Connecticut licenses private detectives through the State Police (DESPP), Special Licensing and Firearms Unit, under CGS Chapter 534. It's a high bar: age 25, five years of investigative experience (or ten as a police officer), a bond plus $300,000 insurance, and an oral interview instead of a written exam.
Connecticut lets you work as a registered employee right away, while the license itself is a high bar.
Your employer registers you on hire (about $40, photos, and state/FBI fingerprints) and you carry an ID card. No years of experience or bond needed to be a registered investigator. (Note: neither licensees nor employees may carry a badge or shield.)
Be 25+, meet the 5-/10-year experience rule, post a bond and carry $300,000 insurance, supply four character references, and pass a background check and an oral interview.
DESPP sets these baseline criteria (Regs. §29-161-2).
Connecticut gives two experience paths and a small training credit — but no written exam.
Choose one: five years full-time as a licensed private detective/investigator, an agency operator, a federal/state/local law-enforcement investigator, or a municipal fire investigator; or ten years full-time as a state or municipal police officer.
The Commissioner may credit post-secondary criminal-justice training for up to one year of the requirement. Security-officer work does not count. Instead of a written exam, applicants complete an oral interview with SLFU once the file is complete.
Connecticut's license fees are among the highest in the country, on top of the bond and insurance. Confirm current figures with SLFU.
| Item | Typical | Notes |
|---|---|---|
| Individual license | $1,450 / $625 | Initial / 2-year renewal. |
| Agency license | $1,750 / $1,000 | Initial / renewal. |
| Performance bond | $10,000 | Posted with the state. |
| Liability insurance | $300,000 | General liability, required for licensure. |
| Employee registration | $40 | One-time, per employee. |
State license fees are confirmed; background-check sub-fees come from secondary sources — verify current amounts with SLFU. No continuing-education requirement is published.
Get hired and registered by a licensed detective/agency to gain experience.
Accrue the investigative or police experience for your own license.
Line up the required references for the application.
Submit state and FBI fingerprints.
File the $10,000 bond and the $300,000 liability policy.
Complete the SLFU oral interview once your file is complete; renew every two years.
A license lets you work — it does not lift the privacy laws that bind every investigator. These are the lines that get people in trouble, license or not.
The federal Driver's Privacy Protection Act (DPPA) restricts motor-vehicle records, and recording laws govern when you can capture a conversation. Before you record anyone or pull personal data, read our recording-consent guide — it applies to a licensed investigator exactly as written.
Connecticut's employee registration lets you start immediately while building toward the high license bar.
Register as an employee. No experience or bond is needed to work under a licensee — and it's how you accrue the five years your own license requires.
Leverage law-enforcement service. The ten-year police track and the one-year training credit reward prior public-safety careers.
Market reality. Pay varies widely by specialty and client base — consult the U.S. Bureau of Labor Statistics for current figures rather than any single number.
The rule we never bend: no state requires an LLC to be a private investigator — not Connecticut, not anywhere. An LLC is liability protection, not a licensing requirement.
You can work as an employee under someone else's licensed company without any entity of your own — the LLC question only arises if you operate independently or run your own firm.
When you do go independent, what some states require is a registered business behind the agency — and that can be an LLC, a corporation, or (sometimes) a sole proprietorship. The requirement is "a registered business," not "an LLC specifically." Choose an entity for liability protection, not because PI work demands it.
For the honest version of when forming one actually helps a solo operator, see our breakdown of when an LLC is worth it.
This guide is general information, not legal advice. Fees and qualifying-experience wording vary slightly across DESPP pages — confirm your specific history and current fees with SLFU, and consult a Connecticut attorney for advice specific to your situation. Smoothquill points you to the real authorities; it doesn't replace them.
Connecticut's license is hard-won; register as an employee, log the years, then sit the oral interview. Start with what the work actually looks like.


Find the line that contains "Locate an element" in the entries below. Restate it and every line after it, word for word, with no pictures.

BEGIN INPUT FOR THIS TASK

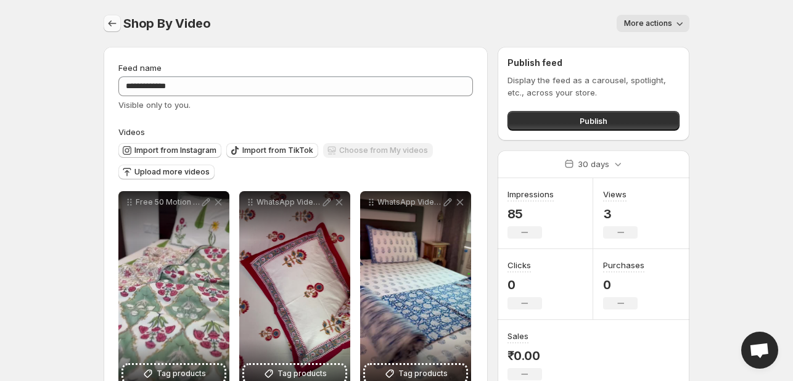 This screenshot has height=381, width=793. Describe the element at coordinates (525, 356) in the screenshot. I see `p: ₹0.00` at that location.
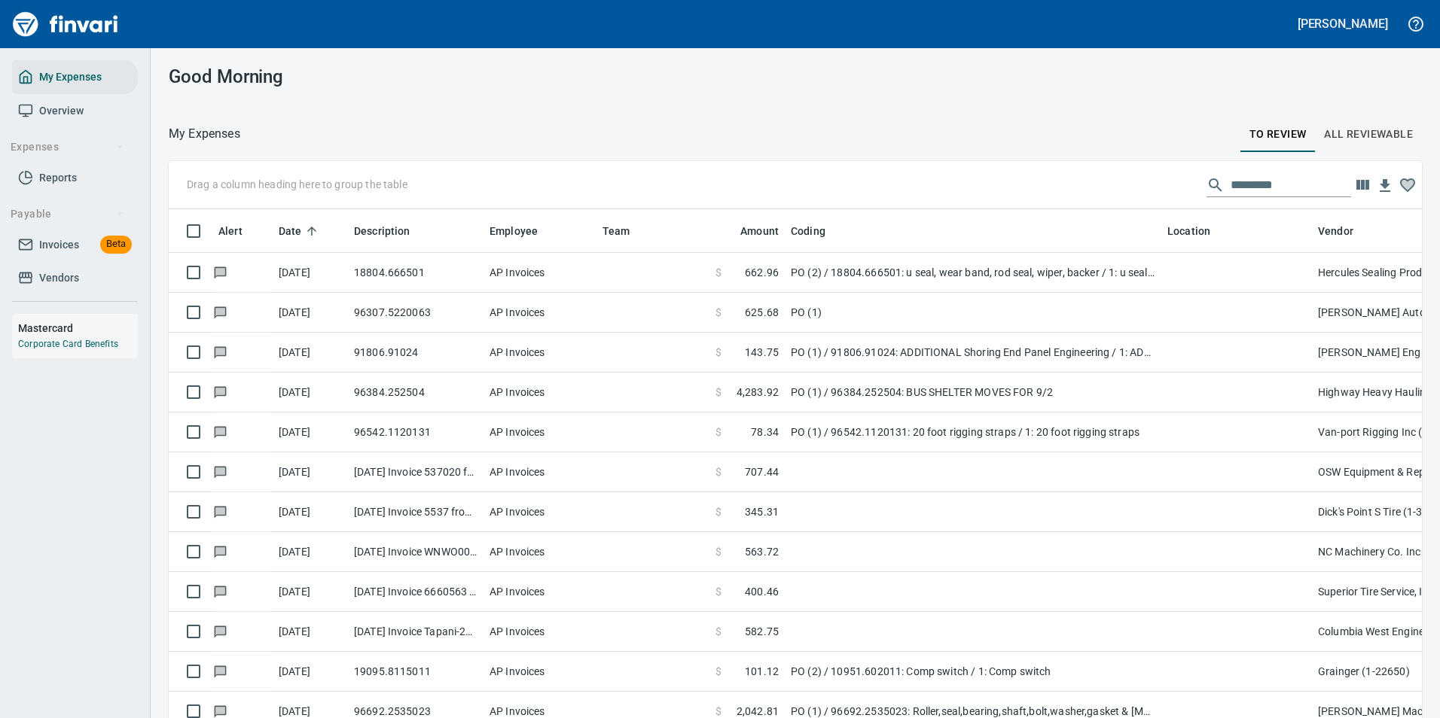 The height and width of the screenshot is (718, 1440). I want to click on span: 563.72, so click(761, 552).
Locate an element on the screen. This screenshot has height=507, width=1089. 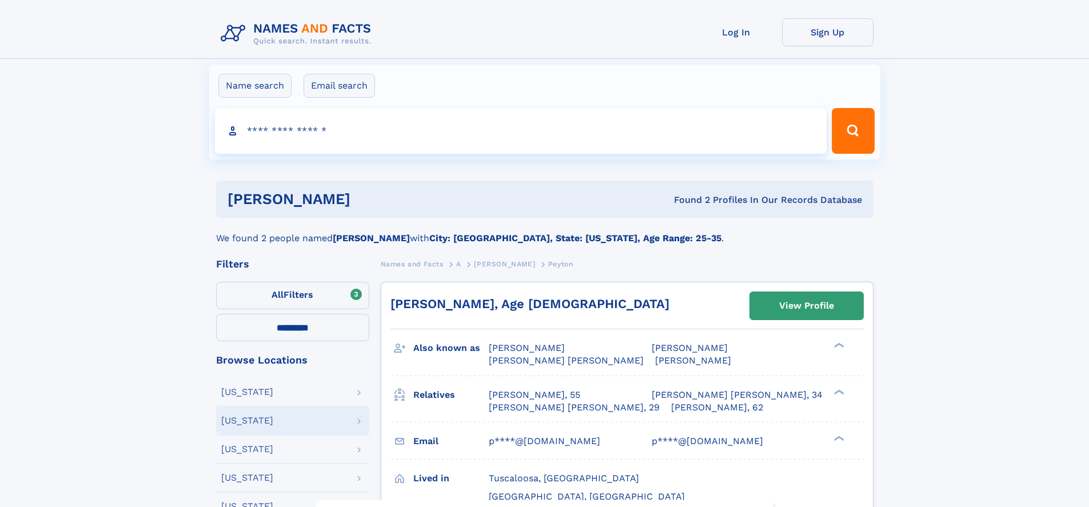
label: Filters is located at coordinates (293, 296).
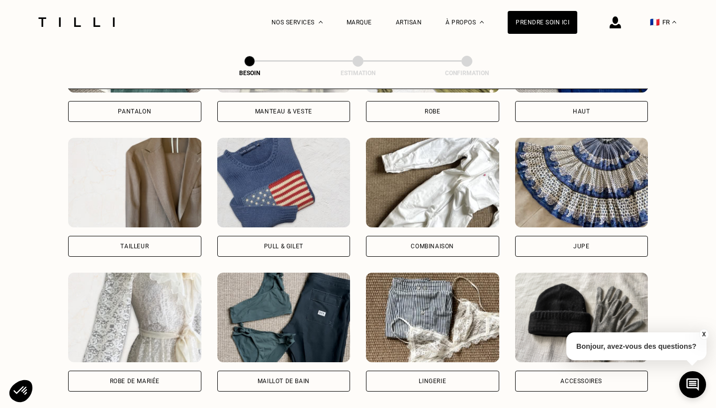 Image resolution: width=716 pixels, height=408 pixels. Describe the element at coordinates (615, 22) in the screenshot. I see `img: icône connexion` at that location.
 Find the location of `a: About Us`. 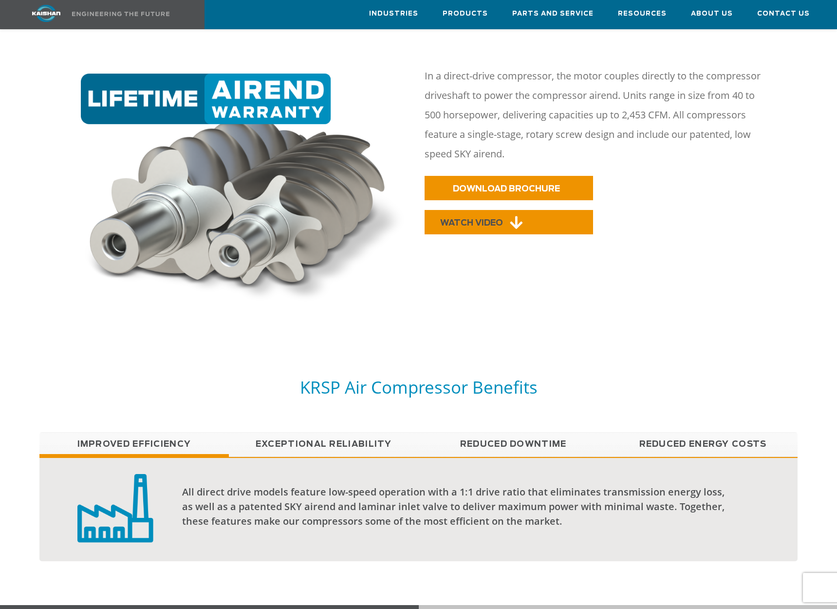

END INPUT FOR THIS TASK

_REPLY TO THE TASK_
Locate an element on the screen. This screenshot has height=507, width=1089. 
label: Filters is located at coordinates (293, 296).
 Image resolution: width=716 pixels, height=408 pixels. Describe the element at coordinates (615, 22) in the screenshot. I see `img: icône connexion` at that location.
 Find the location of `a: About Us`. 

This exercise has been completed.